Nobel Peace Prize Goes To Group That Rids the World of Chemical Weapons

  • Share
  • Read Later
HEIKO JUNGE / EPA

Chairman of the Norwegian Nobel Committee, Thorbjorn Jagland, announces the winner of the Nobel Peace Prize for 2013 at the Nobel Institute in Oslo, Oct. 11, 2013.

In an unexpected turn, the Norwegian Nobel Committee, responsible for selecting the annual Nobel Peace Prize winner, granted its signature award to the Organization for the Prohibition of Chemical Weapons on Friday, for its 16-year campaign to end the use of toxic agents in warfare. The Hague-based group was created to enforce the Chemical Weapons Convention, an international treaty that bans the use, manufacture and transport of chemical weapons. In announcing the award, the Nobel Committee said: “The conventions and the work of the OPCW have defined the use of chemical weapons as a taboo under international law…Recent events in Syria, where chemical weapons have again been put to use, have underlined the need to enhance the efforts to do away with such weapons.” The OPCW had already been on the ground in Syria for several weeks. Last month, under the threat of military attack, President Bashar Assad announced that he would become a signatory to the convention and agreed to dismantle his chemical arsenal – a sharp turnaround considering that he had until then denied that Syria even had one. Syria’s accession to the convention, as the 190th member, will be formalized next week.

In combination with the U.N. and in consultation with the Assad government, the OPCW has set an ambitious goal for the complete destruction of the Syrian program—promising to destroy all of Syria’s chemical weapons manufacturing facilities by November 1, and its entire toxic arsenal by mid-summer. It is an unprecedented timeline made all the more difficult by Syria’s ongoing civil war, and where many of the facilities and storage sites are surrounded by rebel forces. Many are skeptical that it can even be done, but in granting the award, the Nobel committee has given an even stronger impetus to see it through. It has also given the OPCW a global platform to push the remaining states that have not signed the convention, North Korea, Angola, Egypt and South Sudan among them, to do so.

For years the OPCW has worked quietly behind the scenes to help signatories eliminate their chemical weapons stockpiles. But they gained international attention this spring, in the wake of an alleged chemical weapon attack in the Syrian town of Khan al-Asal that killed 31 people. Both rebels and the regime traded accusations, and both demanded international inspectors to verify their claims. Yet it took five months for the OPCW and the UN to negotiate the terms of the investigation with the government, which seemed to be dragging its feet. Just days after investigators arrived in Damascus, chemical weapons were again deployed on August 21, this time in the capital city’s southern and eastern suburbs, killing hundreds. Within days, investigators were able to assess several of the afflicted sites. Though the investigator’s mandate prevents them from assigning blame, the resulting report’s conclusions, based on assessments of the deployment of complex chemicals, sophisticated dispersal methods and rocket trajectories, pointed at the regime.

Due to security threats, investigators still have not been able to access Khan al-Asal, as well as several other sites where chemical weapons were allegedly used. But as the OPCW expands its program in Syria, more evidence of past chemical weapons use is sure to arise. Even as it does, the OPCW will be there, making sure it never happens again. And that is surely what the Nobel Committee had in mind.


- WHAT TO PRODUCE: Find and copy each line in the material below where the string "pixels" occurs.

- INFORMATION PROVIDED:
--- --- ---

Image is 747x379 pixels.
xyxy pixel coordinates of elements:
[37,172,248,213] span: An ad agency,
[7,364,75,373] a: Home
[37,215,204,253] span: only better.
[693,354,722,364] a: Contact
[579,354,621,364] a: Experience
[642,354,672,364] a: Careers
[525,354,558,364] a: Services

--- --- ---

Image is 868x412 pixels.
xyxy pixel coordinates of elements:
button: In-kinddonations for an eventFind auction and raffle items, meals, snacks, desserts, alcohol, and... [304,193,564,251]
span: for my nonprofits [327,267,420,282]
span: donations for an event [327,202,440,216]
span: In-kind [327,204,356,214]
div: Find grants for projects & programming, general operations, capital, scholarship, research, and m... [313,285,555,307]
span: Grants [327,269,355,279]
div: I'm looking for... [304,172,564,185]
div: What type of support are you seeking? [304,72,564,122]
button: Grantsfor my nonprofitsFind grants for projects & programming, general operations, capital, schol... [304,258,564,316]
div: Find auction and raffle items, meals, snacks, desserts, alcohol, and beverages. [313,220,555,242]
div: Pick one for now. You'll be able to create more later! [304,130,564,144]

--- --- ---

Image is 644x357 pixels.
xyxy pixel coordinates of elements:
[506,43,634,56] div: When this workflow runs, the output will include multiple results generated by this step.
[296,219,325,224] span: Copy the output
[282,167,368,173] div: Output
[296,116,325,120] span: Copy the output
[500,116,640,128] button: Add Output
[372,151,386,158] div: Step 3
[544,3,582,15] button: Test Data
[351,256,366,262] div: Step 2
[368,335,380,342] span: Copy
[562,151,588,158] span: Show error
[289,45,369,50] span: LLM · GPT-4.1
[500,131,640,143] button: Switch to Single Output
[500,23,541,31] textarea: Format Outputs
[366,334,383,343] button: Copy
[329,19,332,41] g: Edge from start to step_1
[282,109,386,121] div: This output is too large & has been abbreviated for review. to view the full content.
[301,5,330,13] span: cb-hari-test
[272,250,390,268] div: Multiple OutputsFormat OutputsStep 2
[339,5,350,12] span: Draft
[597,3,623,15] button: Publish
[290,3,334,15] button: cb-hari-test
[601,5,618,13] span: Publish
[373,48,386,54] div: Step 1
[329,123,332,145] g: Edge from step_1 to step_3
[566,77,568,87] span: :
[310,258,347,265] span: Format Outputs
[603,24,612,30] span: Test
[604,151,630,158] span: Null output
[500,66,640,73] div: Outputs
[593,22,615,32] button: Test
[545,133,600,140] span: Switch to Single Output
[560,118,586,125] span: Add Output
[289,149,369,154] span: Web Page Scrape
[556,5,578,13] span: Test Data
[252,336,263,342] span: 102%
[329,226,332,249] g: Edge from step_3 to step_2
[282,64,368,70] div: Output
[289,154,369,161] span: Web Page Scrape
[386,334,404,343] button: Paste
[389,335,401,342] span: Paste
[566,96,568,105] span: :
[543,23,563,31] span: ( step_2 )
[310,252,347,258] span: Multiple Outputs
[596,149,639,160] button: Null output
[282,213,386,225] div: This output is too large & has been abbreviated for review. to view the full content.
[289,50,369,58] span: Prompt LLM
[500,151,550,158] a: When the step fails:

--- --- ---

- THE ANSWER:
Image is 747x379 pixels.
Image is 868x412 pixels.
Image is 644x357 pixels.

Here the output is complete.